MotionNet-PGA: MotionNet with Polar-Guided Attention for Moving Object Segmentation in Scanning Radar
RenYi Yuan, Chieh-Chih Wang, Wen-Chieh Lin
AI summary
Problem
Scanning radar’s low angular resolution, spatial distortion, and clutter make accurate moving object segmentation extremely difficult, particularly for small or distant objects, while existing LiDAR and camera methods fail to transfer to this modality.
Approach
MotionNet-PGA adapts a spatio-temporal convolution backbone for radar and introduces a polar-guided attention module that fuses Cartesian motion cues with polar-domain appearance features to suppress clutter and preserve geometric fidelity.
Key results
- Proposes MotionNet-PGA with a polar-guided attention module
- Introduces the first annotated scanning radar MOS dataset
- Achieves 68.36% overall IoU, surpassing MotionNet by 2.48%
- Delivers 4.08% improvement for small object segmentation
Why it matters
Provides a reliable, radar-native perception solution for autonomous driving and robotics, enabling robust dynamic scene understanding without relying on LiDAR or cameras.
Abstract
Moving object segmentation (MOS) is essential for autonomous driving, enabling robust detection, tracking, and prediction of dynamic agents in complex traffic scenarios. Radar sensors offer notable advantages for long-range sensing, but their lower spatial resolution, measurement noise, and geometric distortions—particularly for distant targets—pose significant challenges for accurate MOS. These limitations are amplified when detecting small objects such as scooters. In this work, we present MotionNet-PGA, a Polar-guided Attention Framework designed specifically for scanning radar- based MOS. Our method builds on the multi-frame motion encoding backbone of MotionNet [1], and introduces a polar- guided attention module to suppress clutter, enhance motion feature representation, and improve segmentation of small and distant targets. For evaluation, we construct and annotate the ITRI Radar moving object segmentation Dataset. Experimental results demonstrate that our method surpasses state-of-the-art baseline, MotionNet, by 2.48% in overall IoU and achieves a 4.08% improvement in small-object segmentation. These results highlight the effectiveness of polar-guided attention in addressing scanning radar-specific challenges.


#### [Exercise brief]
Filter out all lines without the word "RECEPTION" from the data below, please, and copy the rest.

== Provided records

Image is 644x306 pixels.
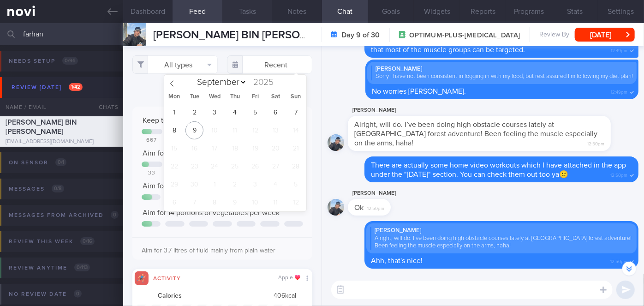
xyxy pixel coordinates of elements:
[226,193,244,212] span: October 9, 2025
[143,209,280,217] span: Aim for 14 portions of vegetables per week
[226,121,244,140] span: September 11, 2025
[185,140,204,157] span: September 16, 2025
[205,94,226,100] span: Wed
[371,37,628,54] span: Ahh okay good! You can try to use it for both upper limbs and lower limbs too so that most of the...
[142,170,162,177] div: 33
[68,83,83,91] span: 1 / 42
[266,104,285,121] span: September 6, 2025
[133,55,218,74] button: All types
[193,78,247,87] select: Month
[80,237,94,245] span: 0 / 16
[7,262,92,274] div: Review anytime
[149,274,185,282] div: Activity
[410,31,520,40] span: OPTIMUM-PLUS-[MEDICAL_DATA]
[354,204,363,212] span: Ok
[611,170,627,179] span: 12:50pm
[165,104,183,121] span: September 1, 2025
[158,293,182,301] strong: Calories
[7,236,97,248] div: Review this week
[246,176,265,193] span: October 3, 2025
[226,176,244,193] span: October 2, 2025
[371,258,423,265] span: Ahh, that's nice!
[266,193,285,212] span: October 11, 2025
[348,188,418,199] div: [PERSON_NAME]
[143,182,261,190] span: Aim for 14 portions of fruits per week
[274,293,297,301] span: 406 kcal
[370,227,633,235] div: [PERSON_NAME]
[205,157,224,176] span: September 24, 2025
[611,257,627,265] span: 12:50pm
[185,193,204,212] span: October 7, 2025
[74,263,90,272] span: 0 / 113
[279,275,301,282] div: Apple
[287,121,305,140] span: September 14, 2025
[63,57,78,64] span: 0 / 96
[368,203,384,212] span: 12:50pm
[226,140,244,157] span: September 18, 2025
[287,94,307,100] span: Sun
[246,94,266,100] span: Fri
[7,55,80,68] div: Needs setup
[142,137,162,144] div: 667
[55,158,67,166] span: 0 / 1
[111,211,119,219] span: 0
[143,150,242,157] span: Aim for 120g of protein per day
[153,29,348,41] span: [PERSON_NAME] BIN [PERSON_NAME]
[205,121,224,140] span: September 10, 2025
[246,193,265,212] span: October 10, 2025
[354,121,597,147] span: Alright, will do. I’ve been doing high obstacle courses lately at [GEOGRAPHIC_DATA] forest advent...
[611,45,627,54] span: 12:49pm
[371,73,633,80] div: Sorry I have not been consistent in logging in with my food, but rest assured I’m following my di...
[74,290,82,298] span: 0
[6,139,118,145] div: [EMAIL_ADDRESS][DOMAIN_NAME]
[205,176,224,193] span: October 1, 2025
[587,139,605,147] span: 12:50pm
[7,288,84,301] div: No review date
[611,87,627,95] span: 12:49pm
[205,193,224,212] span: October 8, 2025
[371,161,626,178] span: There are actually some home video workouts which I have attached in the app under the "[DATE]" s...
[7,183,67,196] div: Messages
[205,104,224,121] span: September 3, 2025
[185,104,204,121] span: September 2, 2025
[165,94,185,100] span: Mon
[287,104,305,121] span: September 7, 2025
[6,119,77,135] span: [PERSON_NAME] BIN [PERSON_NAME]
[266,157,285,176] span: September 27, 2025
[266,176,285,193] span: October 4, 2025
[287,157,305,176] span: September 28, 2025
[226,104,244,121] span: September 4, 2025
[287,193,305,212] span: October 12, 2025
[7,209,121,222] div: Messages from Archived
[142,247,276,254] span: Aim for 3.7 litres of fluid mainly from plain water
[86,98,124,116] div: Chats
[165,121,183,140] span: September 8, 2025
[372,88,466,95] span: No worries [PERSON_NAME].
[287,176,305,193] span: October 5, 2025
[165,140,183,157] span: September 15, 2025
[540,31,570,39] span: Review By
[348,105,639,116] div: [PERSON_NAME]
[9,81,85,94] div: Review [DATE]
[185,157,204,176] span: September 23, 2025
[266,121,285,140] span: September 13, 2025
[575,28,635,42] button: [DATE]
[226,157,244,176] span: September 25, 2025
[370,235,633,250] div: Alright, will do. I’ve been doing high obstacle courses lately at [GEOGRAPHIC_DATA] forest advent...
[7,156,68,169] div: On sensor
[165,193,183,212] span: October 6, 2025
[226,94,246,100] span: Thu
[246,104,265,121] span: September 5, 2025
[371,65,633,73] div: [PERSON_NAME]
[185,176,204,193] span: September 30, 2025
[165,176,183,193] span: September 29, 2025
[266,140,285,157] span: September 20, 2025
[287,140,305,157] span: September 21, 2025
[246,157,265,176] span: September 26, 2025
[165,157,183,176] span: September 22, 2025
[143,117,238,125] span: Keep to 1600 calories per day
[246,140,265,157] span: September 19, 2025
[246,121,265,140] span: September 12, 2025
[266,94,287,100] span: Sat
[185,94,205,100] span: Tue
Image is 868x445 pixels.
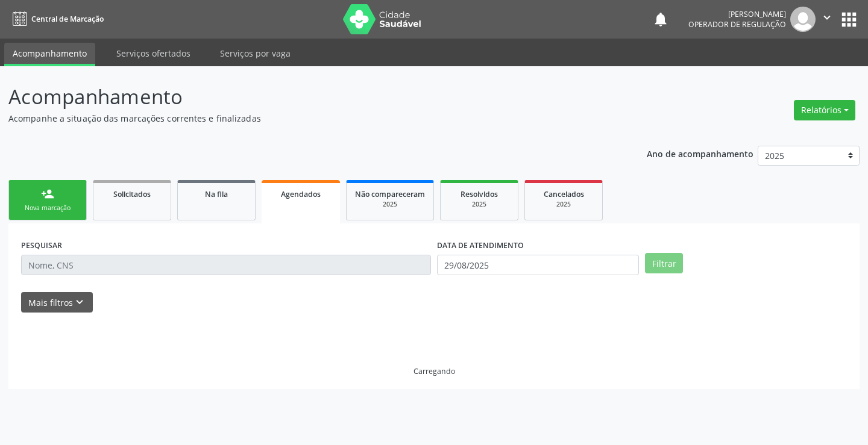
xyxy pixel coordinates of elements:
[31,14,104,24] span: Central de Marcação
[544,189,584,199] span: Cancelados
[205,189,228,199] span: Na fila
[838,9,859,30] button: apps
[9,82,604,112] p: Acompanhamento
[73,296,86,309] i: keyboard_arrow_down
[9,112,604,125] p: Acompanhe a situação das marcações correntes e finalizadas
[41,187,54,200] div: person_add
[688,9,786,19] div: [PERSON_NAME]
[355,189,425,199] span: Não compareceram
[460,189,498,199] span: Resolvidos
[108,43,199,64] a: Serviços ofertados
[820,11,834,24] i: 
[212,43,299,64] a: Serviços por vaga
[281,189,321,199] span: Agendados
[17,204,77,213] div: Nova marcação
[9,9,104,29] a: Central de Marcação
[437,236,523,255] label: DATA DE ATENDIMENTO
[4,43,95,66] a: Acompanhamento
[646,145,753,161] p: Ano de acompanhamento
[815,7,838,32] button: 
[21,292,93,313] button: Mais filtroskeyboard_arrow_down
[652,11,669,28] button: notifications
[21,236,62,255] label: PESQUISAR
[413,366,455,376] div: Carregando
[113,189,151,199] span: Solicitados
[645,253,683,273] button: Filtrar
[533,200,593,209] div: 2025
[794,100,855,120] button: Relatórios
[437,255,638,275] input: Selecione um intervalo
[688,19,786,30] span: Operador de regulação
[21,255,431,275] input: Nome, CNS
[449,200,509,209] div: 2025
[790,7,815,32] img: img
[355,200,425,209] div: 2025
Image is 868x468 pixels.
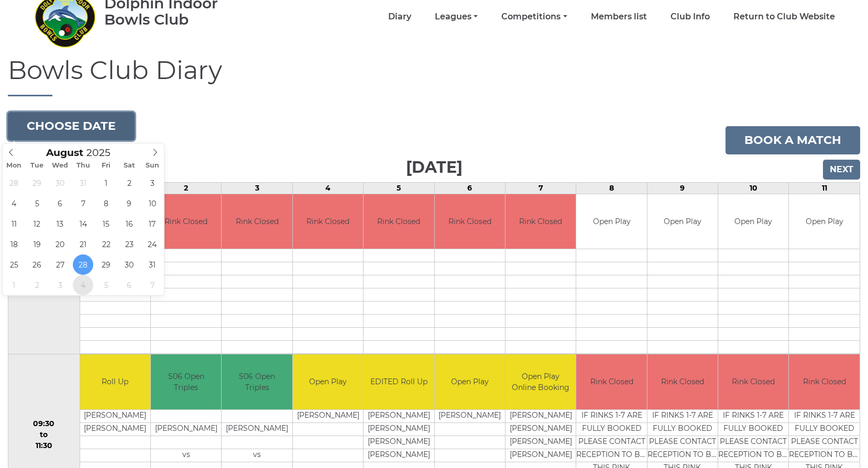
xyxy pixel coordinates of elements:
span: August 2, 2025 [119,173,140,193]
span: September 1, 2025 [4,275,24,295]
span: August 13, 2025 [49,213,70,234]
td: IF RINKS 1-7 ARE [647,410,717,423]
td: vs [221,449,292,462]
button: Choose date [8,112,134,140]
span: Scroll to increment [46,148,83,158]
h1: Bowls Club Diary [8,57,860,97]
span: August 24, 2025 [142,234,162,255]
input: Next [823,159,860,179]
td: Rink Closed [506,194,576,250]
td: [PERSON_NAME] [506,449,576,462]
span: Tue [26,162,49,169]
td: RECEPTION TO BOOK [718,449,788,462]
td: 10 [718,182,789,194]
td: [PERSON_NAME] [80,410,151,423]
span: August 26, 2025 [27,255,47,275]
td: Open Play [789,194,859,250]
span: September 7, 2025 [142,275,162,295]
td: 3 [221,182,292,194]
td: RECEPTION TO BOOK [647,449,717,462]
a: Diary [388,11,411,23]
span: August 10, 2025 [142,193,162,213]
td: PLEASE CONTACT [576,436,647,449]
td: vs [151,449,221,462]
span: August 4, 2025 [4,193,24,213]
span: July 30, 2025 [49,173,70,193]
td: 4 [292,182,363,194]
td: [PERSON_NAME] [506,436,576,449]
td: Rink Closed [363,194,433,250]
span: August 7, 2025 [73,193,93,213]
td: 2 [151,182,221,194]
span: August 12, 2025 [27,213,47,234]
td: RECEPTION TO BOOK [576,449,647,462]
td: 6 [434,182,505,194]
span: August 5, 2025 [27,193,47,213]
span: August 22, 2025 [96,234,117,255]
td: Open Play [435,354,505,410]
td: Open Play [718,194,788,250]
span: September 4, 2025 [73,275,93,295]
a: Members list [590,11,647,23]
td: 9 [647,182,717,194]
td: Rink Closed [789,354,859,410]
span: September 5, 2025 [96,275,117,295]
td: Rink Closed [151,194,221,250]
span: August 27, 2025 [49,255,70,275]
td: Rink Closed [647,354,717,410]
span: August 1, 2025 [96,173,117,193]
td: Rink Closed [718,354,788,410]
span: August 16, 2025 [119,213,140,234]
span: Mon [3,162,26,169]
span: August 30, 2025 [119,255,140,275]
a: Competitions [501,11,567,23]
td: Rink Closed [293,194,363,250]
td: IF RINKS 1-7 ARE [718,410,788,423]
td: [PERSON_NAME] [363,436,433,449]
span: August 17, 2025 [142,213,162,234]
a: Return to Club Website [733,11,835,23]
span: Wed [49,162,72,169]
span: August 18, 2025 [4,234,24,255]
a: Leagues [435,11,478,23]
a: Book a match [726,126,860,154]
span: August 15, 2025 [96,213,117,234]
span: August 11, 2025 [4,213,24,234]
span: August 29, 2025 [96,255,117,275]
td: [PERSON_NAME] [506,410,576,423]
td: [PERSON_NAME] [151,423,221,436]
input: Scroll to increment [83,147,124,159]
span: August 23, 2025 [119,234,140,255]
span: August 19, 2025 [27,234,47,255]
td: Open Play Online Booking [506,354,576,410]
span: Sun [141,162,164,169]
td: Roll Up [80,354,151,410]
td: [PERSON_NAME] [221,423,292,436]
span: August 21, 2025 [73,234,93,255]
td: 8 [576,182,647,194]
td: Open Play [576,194,647,250]
span: Thu [72,162,94,169]
td: FULLY BOOKED [789,423,859,436]
span: August 6, 2025 [49,193,70,213]
td: RECEPTION TO BOOK [789,449,859,462]
td: [PERSON_NAME] [80,423,151,436]
span: September 6, 2025 [119,275,140,295]
td: 7 [505,182,576,194]
td: S06 Open Triples [221,354,292,410]
td: Rink Closed [576,354,647,410]
a: Club Info [670,11,709,23]
span: July 29, 2025 [27,173,47,193]
span: August 20, 2025 [49,234,70,255]
td: [PERSON_NAME] [363,449,433,462]
td: 11 [789,182,860,194]
td: [PERSON_NAME] [363,410,433,423]
td: [PERSON_NAME] [506,423,576,436]
td: PLEASE CONTACT [789,436,859,449]
span: August 25, 2025 [4,255,24,275]
td: PLEASE CONTACT [718,436,788,449]
span: September 2, 2025 [27,275,47,295]
span: August 8, 2025 [96,193,117,213]
td: S06 Open Triples [151,354,221,410]
td: PLEASE CONTACT [647,436,717,449]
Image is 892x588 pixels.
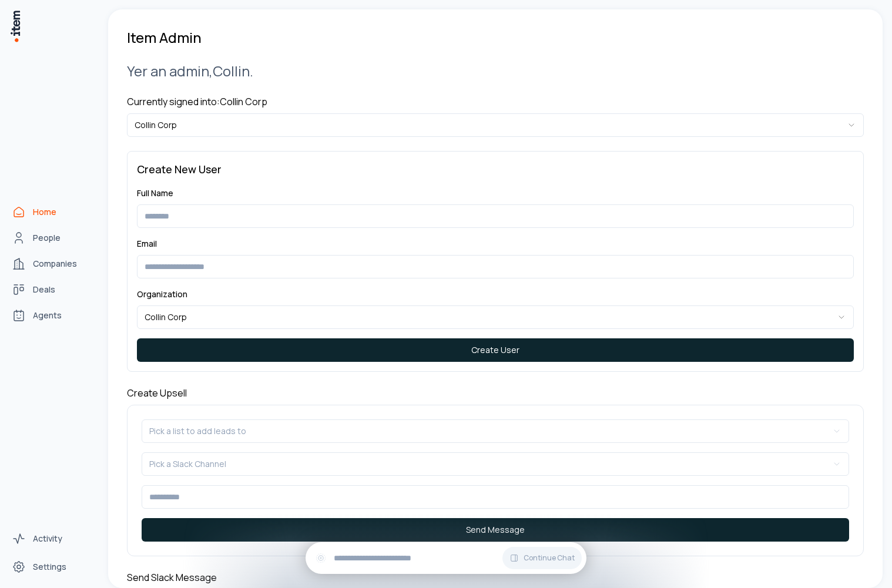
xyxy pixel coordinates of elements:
[7,278,96,301] a: Deals
[33,258,77,270] span: Companies
[33,206,56,218] span: Home
[7,252,96,276] a: Companies
[127,94,864,109] h4: Currently signed into: Collin Corp
[7,226,96,249] a: People
[306,542,586,574] div: Continue Chat
[7,555,96,579] a: Settings
[7,304,96,327] a: Agents
[524,553,574,562] span: Continue Chat
[33,532,62,544] span: Activity
[142,518,849,541] button: Send Message
[137,288,187,300] label: Organization
[127,61,864,80] h2: Yer an admin, Collin .
[7,527,96,550] a: Activity
[127,570,864,585] h4: Send Slack Message
[9,9,21,43] img: Item Brain Logo
[503,547,582,569] button: Continue Chat
[33,561,66,573] span: Settings
[7,200,96,224] a: Home
[127,28,202,47] h1: Item Admin
[137,161,853,177] h3: Create New User
[137,187,173,199] label: Full Name
[127,386,864,400] h4: Create Upsell
[33,232,60,243] span: People
[137,338,853,362] button: Create User
[33,284,55,295] span: Deals
[137,238,157,249] label: Email
[33,310,62,322] span: Agents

====

#### [Response area]
td: RECEPTION TO BOOK [718,449,788,462]
td: RECEPTION TO BOOK [647,449,717,462]
td: RECEPTION TO BOOK [576,449,647,462]
td: RECEPTION TO BOOK [789,449,859,462]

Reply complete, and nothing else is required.